Читаем Vicious Circle полностью

“Police,” I murmured throatily.

“Routing you through, caller.”

I waited. After ten seconds or so, the silence turned into another ring tone. A man picked up. “Bowater Street police station, how can I help?”

“You can patch me through to Uxbridge Road,” I growled.

There was a fractional pause. “I’m sorry, caller, I didn’t get that. How can I help?”

“Put me through to Uxbridge Road,” I repeated. “This is an emergency.”

I waited some more. This wasn’t how emergency calls were supposed to go, but I knew that the main station on any switchboard had direct lines to all of the others. If the guy tried to pump me for information, I’d just have to leave a message with him. Otherwise . . .

“This is Uxbridge Road. Do you have a problem, sir?”

“I’ve got a message,” I said, “for Detective Sergeant Basquiat. Tell her it’s Felix Castor. Tell her I’m at St. Michael’s Church, on Du Cane Road, and that Anton Fanke is here, too. Tell her to come right now—and mob-handed.”
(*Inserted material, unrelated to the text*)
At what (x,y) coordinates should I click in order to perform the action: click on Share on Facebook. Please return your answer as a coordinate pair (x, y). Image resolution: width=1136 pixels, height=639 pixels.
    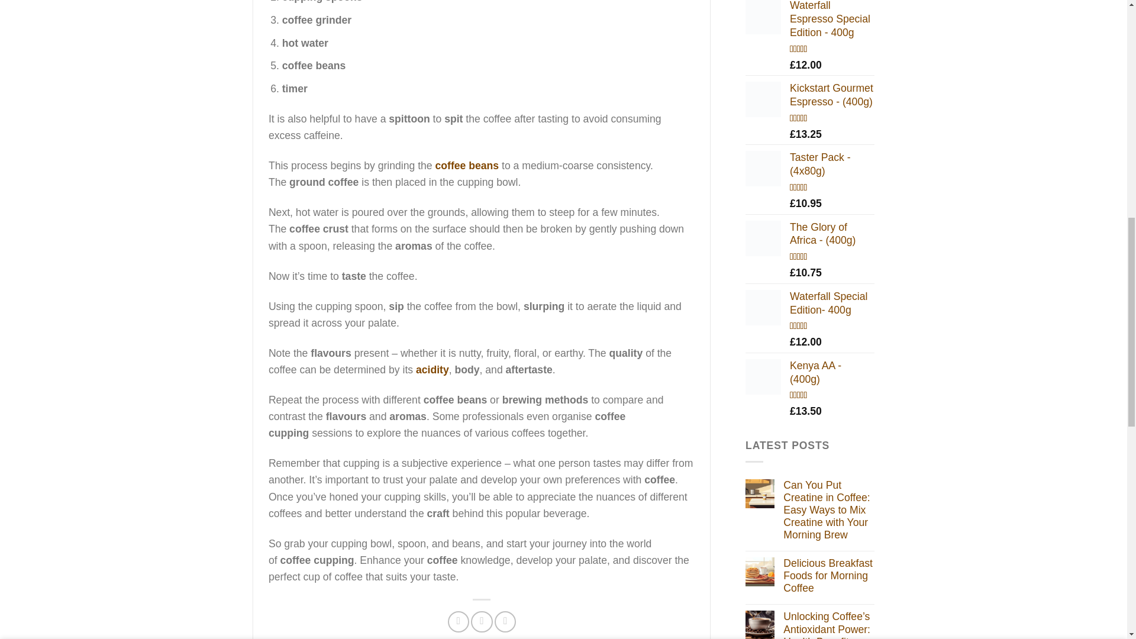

I hung up, and put the phone away. I’d played two wild cards now, and that ought to be enough for any hand. Whatever happened next, and whatever happened to me, I took some comfort in the thought that Fanke and his religiously inverted friends were going to have a hard time getting out of the building alive and free.

I stood up, as slowly and smoothly as I could, and slipped away between the gravestones with my knees bent so that my head wouldn’t show against the skyline. For the first ten yards or so, I was in both men’s line of sight if they chanced to turn around. I was counting on the dense shadows to hide my movements and the distant traffic noises from the street to conceal any sound I might make. All the same, I went as carefully as I could, barely lifting my feet off the ground in case they came down on a twig or a discarded Coke can and gave my presence away.

Once I got far enough around for the presbytery wall to give me cover, I relaxed a little. I straightened my back and picked up speed, reaching the wall in a few nearly normal strides. Climbing it in the dark was harder than I expected, because a good foothold at the bottom could still leave you stranded and groping seven or eight feet up, pinned to the wall with your arms splayed out like Christ’s dumb understudy. Once a loose chunk of stone slid away under my foot and fell to the ground below with an audible thump. I froze in place, straining my ears for sounds of approaching footsteps, but nobody came. I resumed the climb, teeth gritted, suddenly aware that there might be razor wire or broken glass or some other bullshit at the top of the wall that I’d seen in daylight but not registered or remembered.

There wasn’t. The stones at the top were uneven, but they were wide enough for me to stand and walk along without much difficulty. And the roof was no trouble at all: the guttering was old, of solid metal rather than uPVC, and it took my weight with a reassuring lack of give.

Leaning into the pitch of the tiles, I edged along from the back of the presbytery to the front. Now I could look around and down and see the doorway below me, a faint glow filtering out from it to light up a keystone-shaped area of gravel in pale gold. Within that lighted space, a dark blob just off center showed me where Fanke’s watchman was standing just inside the doorway, but the man himself I couldn’t see.

There was no time for bluff, finesse, or actual cleverness. All I could think of doing was to reach out and scrape the end of the gun barrel against the stone of the wall. The first time got no response, and neither did the second: traffic sounds from the street drowned the faint noise out. The third time was the charm. Below me in the dark, a darker figure stepped out and a pale face looked up. I launched myself into space.

The guy never knew what hit him, and he might never wake up to find out. As I landed on top of him I struck down hard with the butt of the gun, letting gravity and momentum add their force to mine. It smacked into his skull with a solid, slightly sickening sound and he crumpled underneath me, providing me with a much softer landing than I was expecting.

Not that I stayed down for long. I rolled and came up already moving, heading along the back wall of the church toward the corner where the lych-gate was. My feet were crunching on the gravel, but I couldn’t help that: I had to assume that the man at the gate had heard me touch down, and would want to know what the hell the commotion was about.

I reached the corner of the building just as he came around it. That worked out pretty well, because I was expecting him and he wasn’t really expecting me. He wasn’t expecting the fist that slammed into his stomach, either: he folded with a strangled, truncated grunt. I spun him round with a hand on his shoulder and slammed his head into a conveniently placed tombstone once, twice, three times. After three he looked like he’d lost interest in the altercation. I let go and he slumped bonelessly to the ground.